THE PRINCIPLES OF DIGITAL MINIMALISM

The second part of this book takes a closer look at some ideas that will help you cultivate a sustainable digital minimalism lifestyle. In this part, the author examines issues such as the importance of solitude and the necessity of cultivating high-quality leisure to replace the time most now dedicate to mindless device use. Moreover, this part will provide ideas and strategies for shaping your digital minimalist lifestyle into something sustainable over the long term.

Digital Minimalism is a philosophy of technology use in which you focus your online time on a small number of carefully selected and optimized activities. These activities strongly support things you value. Moreover, you are happy to miss out on everything else, along with those technological uses.

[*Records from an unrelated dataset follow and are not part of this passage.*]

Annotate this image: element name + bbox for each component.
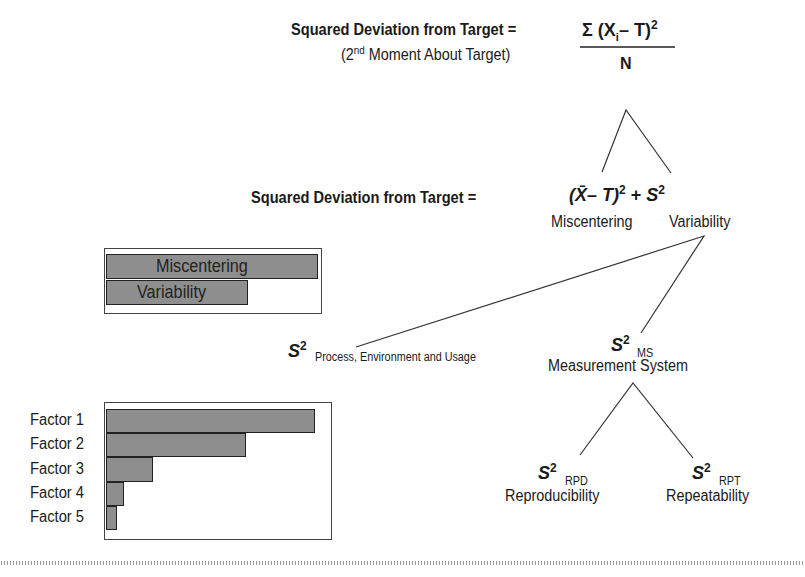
process-subscript: Process, Environment and Usage [315,350,476,364]
top-formula-denominator: N [620,55,632,73]
repeatability-caption: Repeatability [666,487,749,505]
factor-4-bar [106,482,124,506]
reproducibility-caption: Reproducibility [505,487,599,505]
factor-3-bar [106,457,153,482]
moment-note: (2nd Moment About Target) [341,44,510,64]
factor-5-bar [106,506,117,530]
rpd-node: S2 RPD [538,463,591,484]
bottom-divider [0,561,805,565]
ms-node: S2 MS [611,335,655,356]
factor-5-label: Factor 5 [30,508,84,526]
variability-bar-label: Variability [137,282,206,303]
top-formula-label: Squared Deviation from Target = [291,20,516,40]
s-squared-symbol: S2 [288,341,307,361]
factor-1-label: Factor 1 [30,411,84,429]
factor-3-label: Factor 3 [30,460,84,478]
factor-2-bar [106,433,246,457]
top-formula-numerator: Σ (Xi– T)2 [582,18,658,43]
factor-1-bar [106,409,315,433]
second-formula-terms: (X̄– T)2 + S2 [569,183,665,206]
process-node: S2 Process, Environment and Usage [288,341,494,362]
variability-caption: Variability [669,213,730,231]
measurement-system-caption: Measurement System [548,357,688,375]
factor-4-label: Factor 4 [30,484,84,502]
rpt-node: S2 RPT [692,463,743,484]
rpt-subscript: RPT [719,474,741,488]
miscentering-bar-label: Miscentering [156,256,248,277]
rpd-subscript: RPD [565,474,588,488]
second-formula-label: Squared Deviation from Target = [251,188,476,208]
factor-2-label: Factor 2 [30,435,84,453]
miscentering-caption: Miscentering [551,213,633,231]
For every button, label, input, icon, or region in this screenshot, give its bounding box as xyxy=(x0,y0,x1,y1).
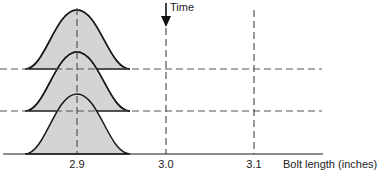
x-tick-3-0: 3.0 xyxy=(158,158,173,170)
time-label: Time xyxy=(170,1,194,13)
x-axis-label: Bolt length (inches) xyxy=(283,158,377,170)
x-tick-3-1: 3.1 xyxy=(246,158,261,170)
bolt-length-diagram: Time 2.9 3.0 3.1 Bolt length (inches) xyxy=(0,0,379,174)
x-tick-2-9: 2.9 xyxy=(69,158,84,170)
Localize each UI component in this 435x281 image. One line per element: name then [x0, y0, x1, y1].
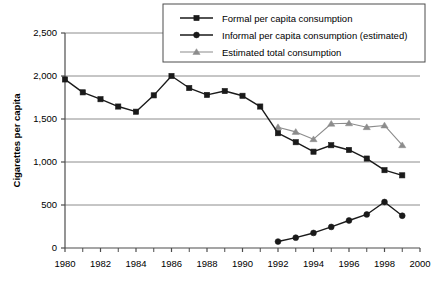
- marker-square: [194, 15, 199, 20]
- marker-square: [364, 156, 369, 161]
- marker-triangle: [381, 122, 388, 128]
- y-axis-title: Cigarettes per capita: [11, 93, 22, 188]
- x-tick-label: 1988: [196, 258, 217, 269]
- marker-square: [240, 93, 245, 98]
- marker-square: [133, 109, 138, 114]
- marker-square: [258, 104, 263, 109]
- x-tick-label: 1994: [303, 258, 324, 269]
- legend: Formal per capita consumptionInformal pe…: [163, 4, 425, 62]
- y-tick-label: 1,000: [33, 156, 57, 167]
- x-tick-label: 1992: [267, 258, 288, 269]
- marker-square: [80, 90, 85, 95]
- marker-square: [187, 85, 192, 90]
- line-chart: 05001,0001,5002,0002,500Cigarettes per c…: [0, 0, 435, 281]
- marker-square: [116, 104, 121, 109]
- legend-label: Informal per capita consumption (estimat…: [222, 30, 407, 41]
- marker-square: [222, 88, 227, 93]
- x-tick-label: 1984: [125, 258, 146, 269]
- marker-square: [275, 131, 280, 136]
- series-2: [275, 199, 405, 244]
- marker-square: [204, 92, 209, 97]
- marker-square: [169, 73, 174, 78]
- marker-square: [62, 77, 67, 82]
- x-tick-label: 2000: [409, 258, 430, 269]
- marker-circle: [382, 199, 388, 205]
- marker-square: [382, 168, 387, 173]
- chart-container: 05001,0001,5002,0002,500Cigarettes per c…: [0, 0, 435, 281]
- marker-circle: [399, 213, 405, 219]
- y-tick-label: 500: [41, 199, 57, 210]
- marker-square: [311, 149, 316, 154]
- x-tick-label: 1980: [54, 258, 75, 269]
- y-tick-label: 0: [52, 242, 57, 253]
- x-tick-label: 1998: [374, 258, 395, 269]
- marker-square: [329, 143, 334, 148]
- marker-square: [400, 173, 405, 178]
- marker-circle: [275, 239, 281, 245]
- marker-circle: [364, 212, 370, 218]
- marker-square: [293, 140, 298, 145]
- marker-circle: [194, 32, 200, 38]
- marker-square: [98, 97, 103, 102]
- legend-label: Estimated total consumption: [222, 47, 341, 58]
- x-tick-label: 1982: [90, 258, 111, 269]
- y-tick-label: 2,500: [33, 27, 57, 38]
- marker-circle: [328, 224, 334, 230]
- marker-square: [346, 147, 351, 152]
- marker-square: [151, 93, 156, 98]
- legend-label: Formal per capita consumption: [222, 13, 352, 24]
- x-axis-ticks: 1980198219841986198819901992199419961998…: [54, 248, 430, 269]
- y-tick-label: 2,000: [33, 70, 57, 81]
- y-tick-label: 1,500: [33, 113, 57, 124]
- marker-circle: [311, 230, 317, 236]
- x-tick-label: 1990: [232, 258, 253, 269]
- marker-circle: [346, 218, 352, 224]
- marker-circle: [293, 235, 299, 241]
- x-tick-label: 1996: [338, 258, 359, 269]
- x-tick-label: 1986: [161, 258, 182, 269]
- y-axis-ticks: 05001,0001,5002,0002,500: [33, 27, 65, 253]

Principle #1: Clutter is costly.

Digital minimalists recognize that cluttering their time and attention with too many devices, apps, and services creates an overall negative cost that can swamp the small benefits that each individual item provides in isolation.

Principle #2: Optimization is important.

Digital minimalists believe that deciding a particular technology supports something they value is only the first step. To truly extract its full potential benefit, it’s necessary to think carefully about how they’ll use the technology.

Principle #3: Intentionality is satisfying.

Digital minimalists derive significant satisfaction from their general commitment to being more intentional about how they engage with new technologies. This source of satisfaction is independent of the specific decisions they make and is one of the biggest reasons that minimalism tends to be immensely meaningful to its practitioners.

Solitude Deprivation

This is a state in which you spend close to zero time alone with your own thoughts and free from input from other minds. You will probably find the first week or two of your digital declutter to be difficult, and fight urges to check technologies you’re not allowed to check. These feelings, however, will pass. And this resulting sense of detox will prove useful when it comes time to make clear decisions at the end of the declutter. The goal of a digital declutter, however, is not simply to enjoy time away from intrusive technology. During this month-long process, you must aggressively explore higher-quality activities to fill in the time left vacant by the optional technologies you’re avoiding. This period should be one of strenuous activity and experimentation. Such activities include:

  • Leaving your phone at home, while you are doing any other important work.
  • Taking long walks.
  • Writing letters to yourself.
  • Practicing self talk.
  • Spending time alone.

CONCLUSION

Your monthlong break from technologies resets your digital life. The author says that to strengthen your relationships with your people, you need to stop clicking “Like” or leaving comments on social media posts. Rather you should approach them personally. Rebuild your digital lives in a much more intentional and minimalist manner. You want to arrive at the end of the declutter having rediscovered the type of activities that generate real satisfaction, enabling you to confidently craft a better life—one in which technology serves only a supporting role for more meaningful ends.

Digital minimalism does not reject the innovations of the internet age but instead rejects the way so many people currently engage with these tools. Digital minimalists see new technologies as tools to be used to support things they deeply value—not as sources of value themselves. They don’t accept the idea that offering some small benefit is justification for allowing an attention-gobbling service into their lives. They are instead interested in applying new technology in highly selective and intentional ways that yield big wins. Just as important: they’re comfortable missing out on everything else.